Although the data below contains pictures, please reproduce only its words, exactly.
----
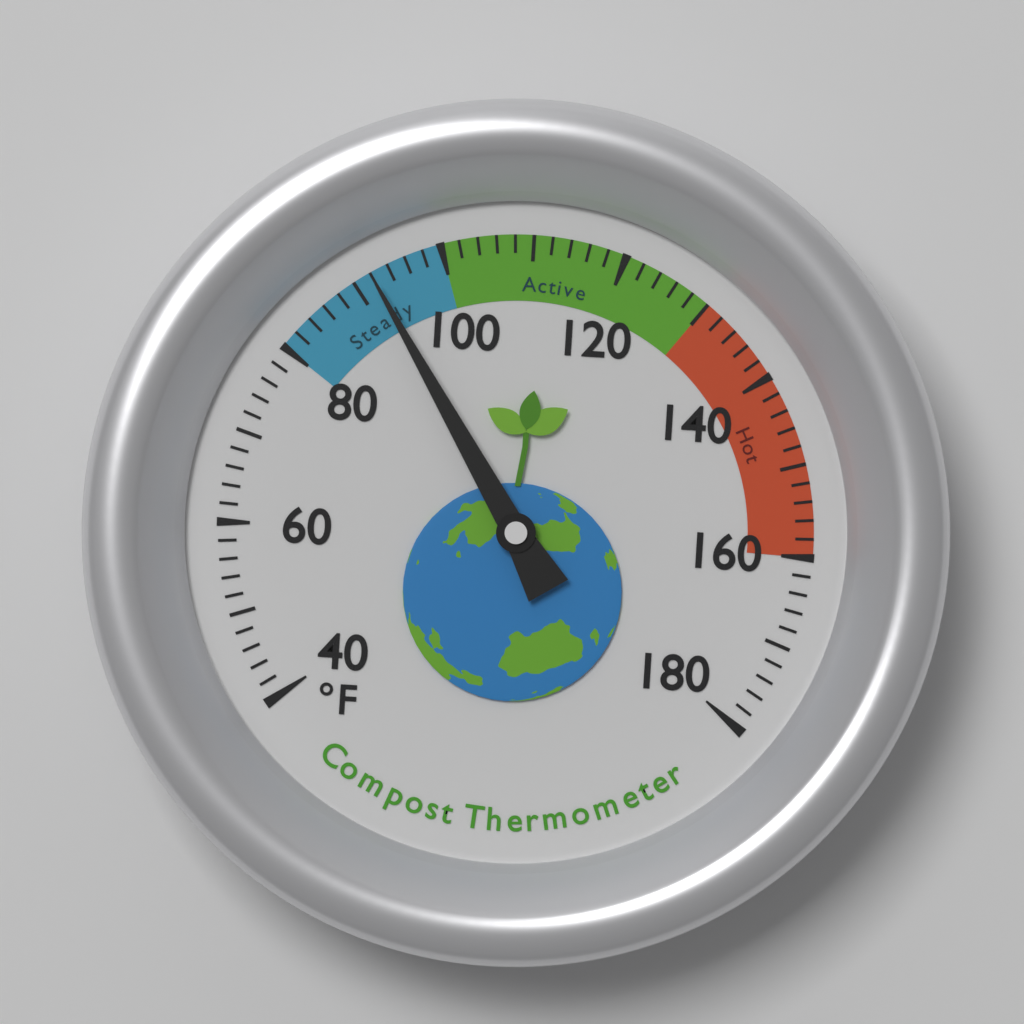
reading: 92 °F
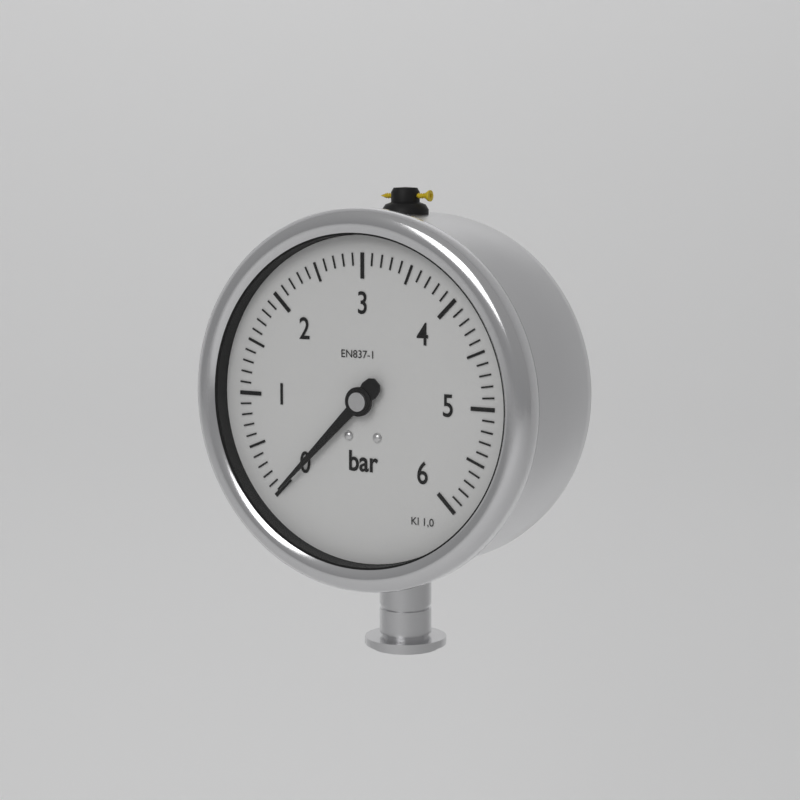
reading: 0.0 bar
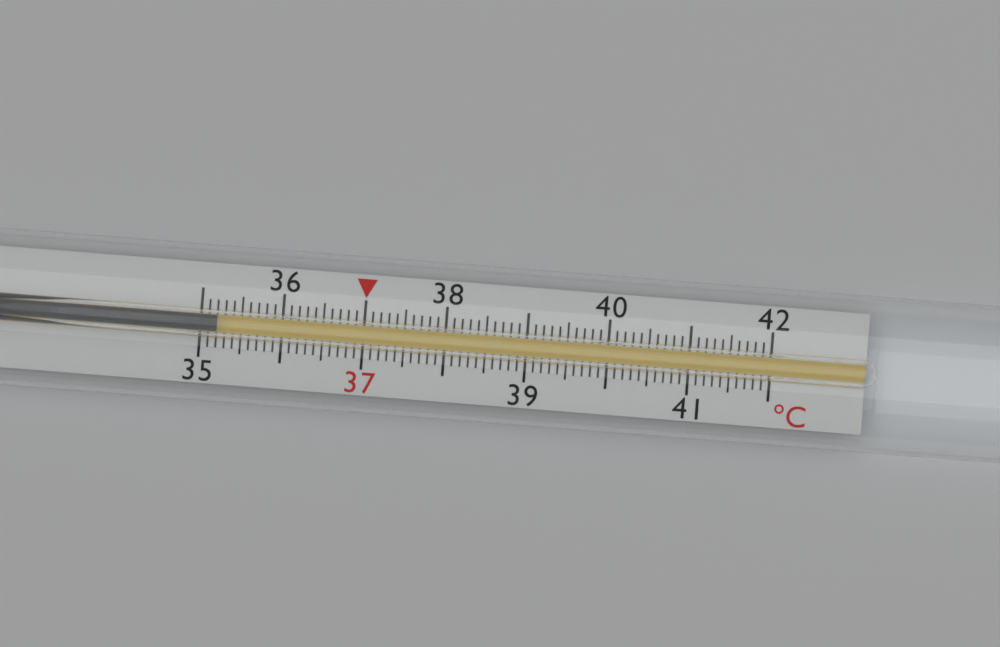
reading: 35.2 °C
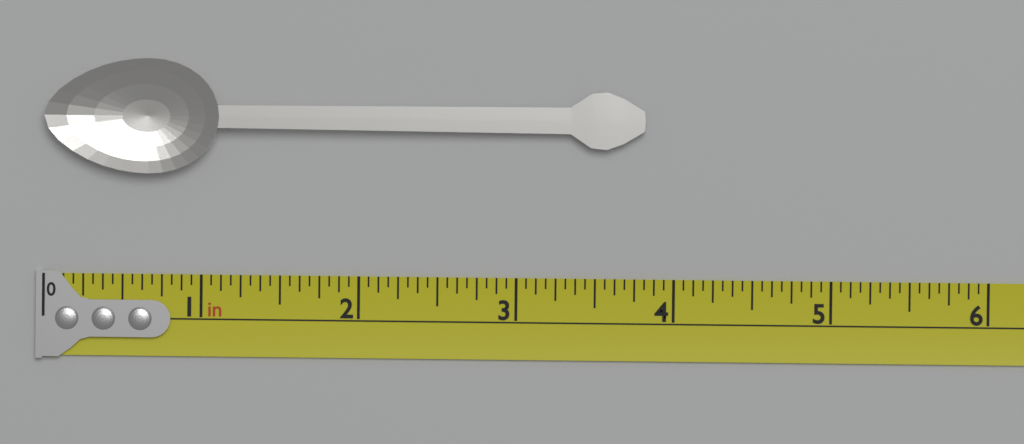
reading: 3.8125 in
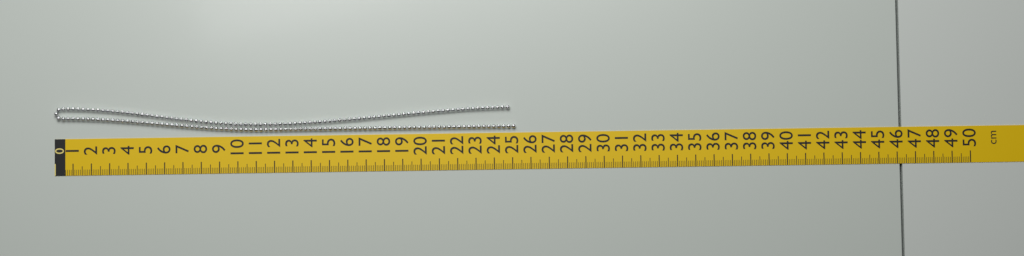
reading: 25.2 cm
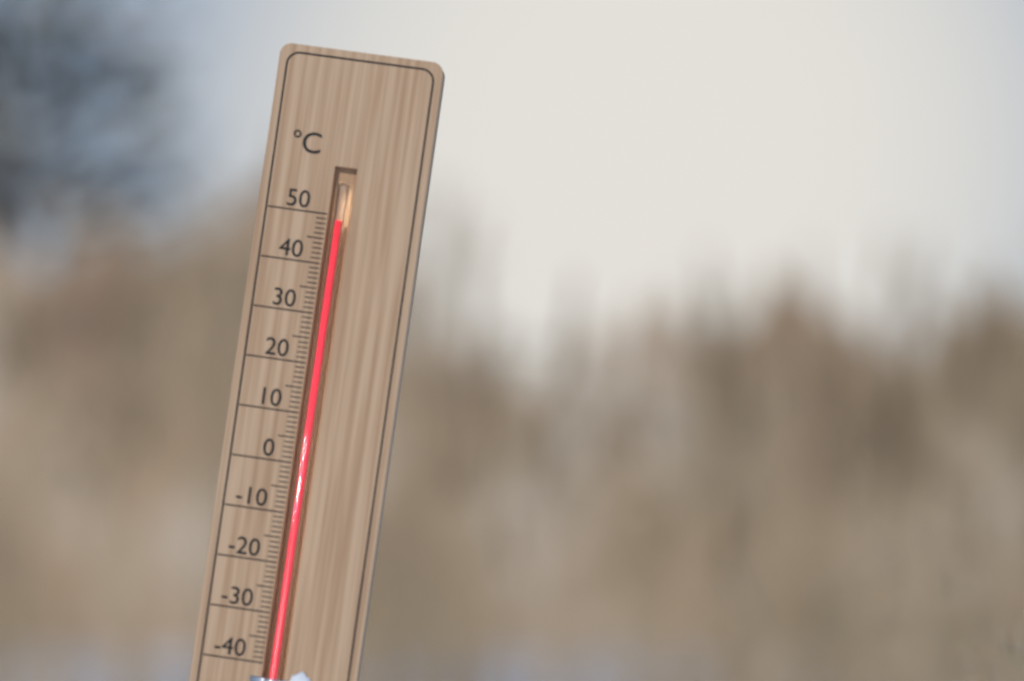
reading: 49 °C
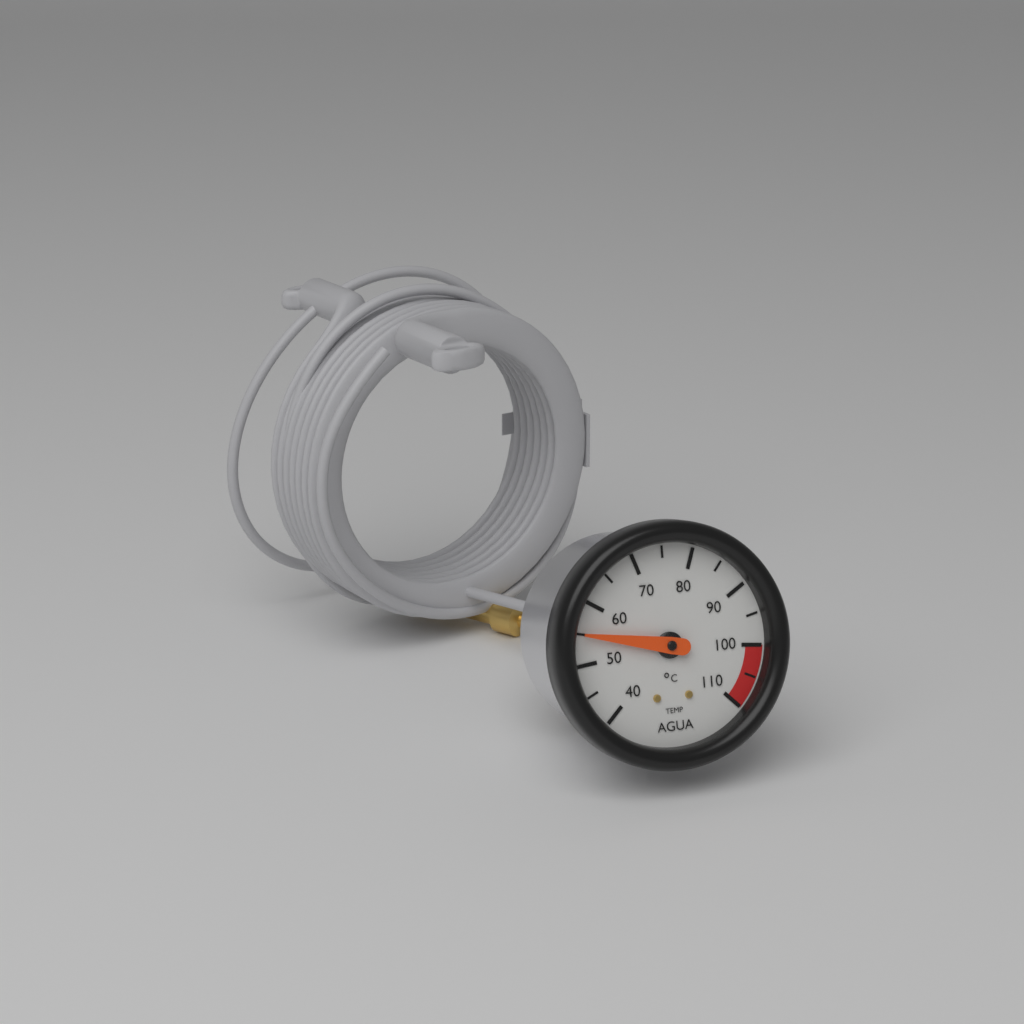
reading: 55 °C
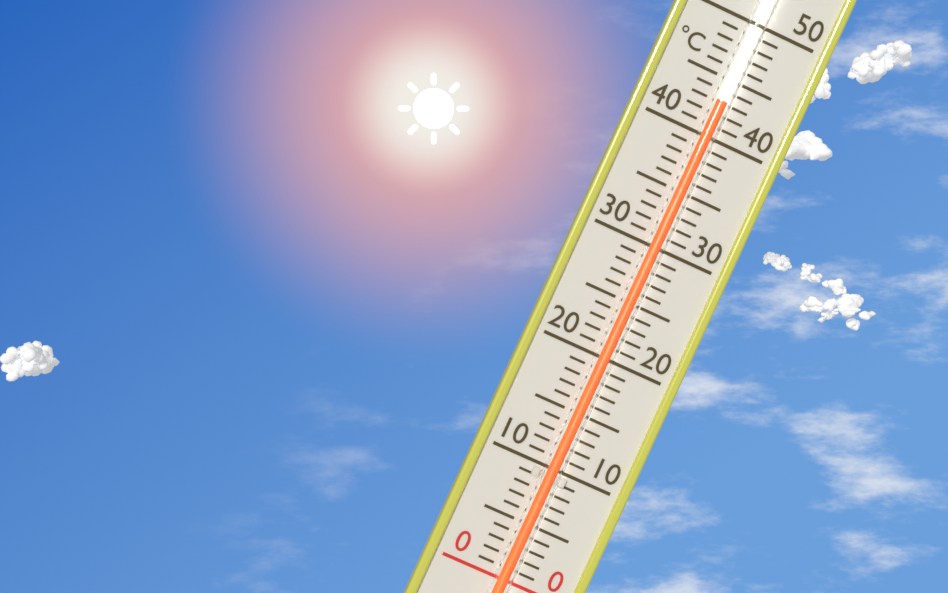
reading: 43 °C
----
__Solution below__
reading: 92 °F
reading: 0.0 bar
reading: 35.2 °C
reading: 3.8125 in
reading: 25.2 cm
reading: 49 °C
reading: 55 °C
reading: 43 °C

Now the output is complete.